(Task inputs)
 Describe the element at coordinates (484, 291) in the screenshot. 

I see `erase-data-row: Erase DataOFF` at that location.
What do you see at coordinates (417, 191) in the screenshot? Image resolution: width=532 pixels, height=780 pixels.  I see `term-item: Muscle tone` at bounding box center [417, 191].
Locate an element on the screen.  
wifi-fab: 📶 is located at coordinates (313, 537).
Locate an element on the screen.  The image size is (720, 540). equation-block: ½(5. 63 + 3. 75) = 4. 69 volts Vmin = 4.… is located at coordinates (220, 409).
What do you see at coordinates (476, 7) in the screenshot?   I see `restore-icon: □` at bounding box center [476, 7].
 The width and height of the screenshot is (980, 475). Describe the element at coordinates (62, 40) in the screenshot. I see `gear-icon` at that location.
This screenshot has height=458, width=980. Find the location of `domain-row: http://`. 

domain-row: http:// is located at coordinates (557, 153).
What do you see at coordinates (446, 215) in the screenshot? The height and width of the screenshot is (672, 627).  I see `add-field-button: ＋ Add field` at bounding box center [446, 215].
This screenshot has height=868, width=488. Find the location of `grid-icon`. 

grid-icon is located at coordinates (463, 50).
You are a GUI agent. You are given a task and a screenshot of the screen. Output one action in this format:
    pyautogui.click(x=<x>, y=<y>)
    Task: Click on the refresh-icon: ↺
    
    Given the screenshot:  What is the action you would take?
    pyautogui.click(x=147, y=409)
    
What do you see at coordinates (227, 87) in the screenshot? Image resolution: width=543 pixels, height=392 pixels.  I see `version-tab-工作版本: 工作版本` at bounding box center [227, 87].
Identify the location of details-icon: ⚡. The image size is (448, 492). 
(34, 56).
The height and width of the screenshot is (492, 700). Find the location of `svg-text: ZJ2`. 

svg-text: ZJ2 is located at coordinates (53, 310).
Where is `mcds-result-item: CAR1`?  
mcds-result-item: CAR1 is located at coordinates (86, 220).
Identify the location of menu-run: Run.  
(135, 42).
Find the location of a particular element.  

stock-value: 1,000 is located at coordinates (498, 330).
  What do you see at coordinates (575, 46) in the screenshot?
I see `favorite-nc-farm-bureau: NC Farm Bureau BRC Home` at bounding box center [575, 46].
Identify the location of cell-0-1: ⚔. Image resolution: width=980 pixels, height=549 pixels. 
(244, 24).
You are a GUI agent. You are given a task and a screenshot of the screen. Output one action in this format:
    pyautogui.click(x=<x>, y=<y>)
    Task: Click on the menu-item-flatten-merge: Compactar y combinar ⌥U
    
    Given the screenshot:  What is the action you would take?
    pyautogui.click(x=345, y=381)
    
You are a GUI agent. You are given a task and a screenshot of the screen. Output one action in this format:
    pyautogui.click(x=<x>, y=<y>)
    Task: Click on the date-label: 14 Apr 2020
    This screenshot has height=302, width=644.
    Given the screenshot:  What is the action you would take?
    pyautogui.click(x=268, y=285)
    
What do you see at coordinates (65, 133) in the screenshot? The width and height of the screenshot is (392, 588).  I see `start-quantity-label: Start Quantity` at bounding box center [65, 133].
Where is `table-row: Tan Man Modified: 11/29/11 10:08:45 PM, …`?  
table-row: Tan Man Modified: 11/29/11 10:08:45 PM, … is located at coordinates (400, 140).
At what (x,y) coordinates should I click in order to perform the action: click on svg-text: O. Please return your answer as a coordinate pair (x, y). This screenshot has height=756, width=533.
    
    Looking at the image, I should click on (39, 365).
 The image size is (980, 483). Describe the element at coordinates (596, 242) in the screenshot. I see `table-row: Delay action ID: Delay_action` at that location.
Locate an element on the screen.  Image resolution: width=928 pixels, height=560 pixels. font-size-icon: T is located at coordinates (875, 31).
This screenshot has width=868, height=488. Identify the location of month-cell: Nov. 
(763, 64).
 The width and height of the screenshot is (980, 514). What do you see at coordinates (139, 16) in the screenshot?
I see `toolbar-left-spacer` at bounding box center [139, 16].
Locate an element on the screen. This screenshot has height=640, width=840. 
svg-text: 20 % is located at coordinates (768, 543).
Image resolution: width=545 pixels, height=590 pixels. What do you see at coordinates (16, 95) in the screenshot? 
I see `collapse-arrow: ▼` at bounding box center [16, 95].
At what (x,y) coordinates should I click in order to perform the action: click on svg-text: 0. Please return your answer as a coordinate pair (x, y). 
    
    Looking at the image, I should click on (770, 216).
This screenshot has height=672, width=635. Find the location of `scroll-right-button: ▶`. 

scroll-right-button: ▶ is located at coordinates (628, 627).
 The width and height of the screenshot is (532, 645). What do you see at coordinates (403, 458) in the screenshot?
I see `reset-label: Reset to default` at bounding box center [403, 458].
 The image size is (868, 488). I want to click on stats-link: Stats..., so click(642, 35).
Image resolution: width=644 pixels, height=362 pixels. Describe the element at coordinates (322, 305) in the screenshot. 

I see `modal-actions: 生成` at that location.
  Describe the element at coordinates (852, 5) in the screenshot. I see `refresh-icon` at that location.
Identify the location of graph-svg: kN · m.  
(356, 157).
(End Task inputs)
Exercise description:
Without altering anything, print all of the data again.

Task answer:
 Describe the element at coordinates (484, 291) in the screenshot. 

I see `erase-data-row: Erase DataOFF` at that location.
What do you see at coordinates (417, 191) in the screenshot? Image resolution: width=532 pixels, height=780 pixels.  I see `term-item: Muscle tone` at bounding box center [417, 191].
Locate an element on the screen.  
wifi-fab: 📶 is located at coordinates (313, 537).
Locate an element on the screen.  The image size is (720, 540). equation-block: ½(5. 63 + 3. 75) = 4. 69 volts Vmin = 4.… is located at coordinates (220, 409).
What do you see at coordinates (476, 7) in the screenshot?   I see `restore-icon: □` at bounding box center [476, 7].
 The width and height of the screenshot is (980, 475). Describe the element at coordinates (62, 40) in the screenshot. I see `gear-icon` at that location.
This screenshot has height=458, width=980. Find the location of `domain-row: http://`. 

domain-row: http:// is located at coordinates (557, 153).
What do you see at coordinates (446, 215) in the screenshot? The height and width of the screenshot is (672, 627).  I see `add-field-button: ＋ Add field` at bounding box center [446, 215].
This screenshot has height=868, width=488. Find the location of `grid-icon`. 

grid-icon is located at coordinates (463, 50).
You are a GUI agent. You are given a task and a screenshot of the screen. Output one action in this format:
    pyautogui.click(x=<x>, y=<y>)
    Task: Click on the refresh-icon: ↺
    
    Given the screenshot:  What is the action you would take?
    pyautogui.click(x=147, y=409)
    
What do you see at coordinates (227, 87) in the screenshot? Image resolution: width=543 pixels, height=392 pixels.  I see `version-tab-工作版本: 工作版本` at bounding box center [227, 87].
Identify the location of details-icon: ⚡. The image size is (448, 492). 
(34, 56).
The height and width of the screenshot is (492, 700). Find the location of `svg-text: ZJ2`. 

svg-text: ZJ2 is located at coordinates (53, 310).
Where is `mcds-result-item: CAR1`?  
mcds-result-item: CAR1 is located at coordinates (86, 220).
Identify the location of menu-run: Run.  
(135, 42).
Find the location of a particular element.  

stock-value: 1,000 is located at coordinates (498, 330).
  What do you see at coordinates (575, 46) in the screenshot?
I see `favorite-nc-farm-bureau: NC Farm Bureau BRC Home` at bounding box center [575, 46].
Identify the location of cell-0-1: ⚔. Image resolution: width=980 pixels, height=549 pixels. 
(244, 24).
You are a GUI agent. You are given a task and a screenshot of the screen. Output one action in this format:
    pyautogui.click(x=<x>, y=<y>)
    Task: Click on the menu-item-flatten-merge: Compactar y combinar ⌥U
    
    Given the screenshot:  What is the action you would take?
    pyautogui.click(x=345, y=381)
    
You are a GUI agent. You are given a task and a screenshot of the screen. Output one action in this format:
    pyautogui.click(x=<x>, y=<y>)
    Task: Click on the date-label: 14 Apr 2020
    This screenshot has height=302, width=644.
    Given the screenshot:  What is the action you would take?
    pyautogui.click(x=268, y=285)
    
What do you see at coordinates (65, 133) in the screenshot? The width and height of the screenshot is (392, 588).  I see `start-quantity-label: Start Quantity` at bounding box center [65, 133].
Where is `table-row: Tan Man Modified: 11/29/11 10:08:45 PM, …`?  
table-row: Tan Man Modified: 11/29/11 10:08:45 PM, … is located at coordinates (400, 140).
At what (x,y) coordinates should I click in order to perform the action: click on svg-text: O. Please return your answer as a coordinate pair (x, y). This screenshot has height=756, width=533.
    
    Looking at the image, I should click on (39, 365).
 The image size is (980, 483). Describe the element at coordinates (596, 242) in the screenshot. I see `table-row: Delay action ID: Delay_action` at that location.
Locate an element on the screen.  Image resolution: width=928 pixels, height=560 pixels. font-size-icon: T is located at coordinates (875, 31).
This screenshot has width=868, height=488. Identify the location of month-cell: Nov. 
(763, 64).
 The width and height of the screenshot is (980, 514). What do you see at coordinates (139, 16) in the screenshot?
I see `toolbar-left-spacer` at bounding box center [139, 16].
Locate an element on the screen. This screenshot has height=640, width=840. 
svg-text: 20 % is located at coordinates (768, 543).
Image resolution: width=545 pixels, height=590 pixels. What do you see at coordinates (16, 95) in the screenshot? 
I see `collapse-arrow: ▼` at bounding box center [16, 95].
At what (x,y) coordinates should I click in order to perform the action: click on svg-text: 0. Please return your answer as a coordinate pair (x, y). 
    
    Looking at the image, I should click on (770, 216).
This screenshot has height=672, width=635. Find the location of `scroll-right-button: ▶`. 

scroll-right-button: ▶ is located at coordinates (628, 627).
 The width and height of the screenshot is (532, 645). What do you see at coordinates (403, 458) in the screenshot?
I see `reset-label: Reset to default` at bounding box center [403, 458].
 The image size is (868, 488). I want to click on stats-link: Stats..., so click(642, 35).
Image resolution: width=644 pixels, height=362 pixels. Describe the element at coordinates (322, 305) in the screenshot. 

I see `modal-actions: 生成` at that location.
  Describe the element at coordinates (852, 5) in the screenshot. I see `refresh-icon` at that location.
Identify the location of graph-svg: kN · m.  
(356, 157).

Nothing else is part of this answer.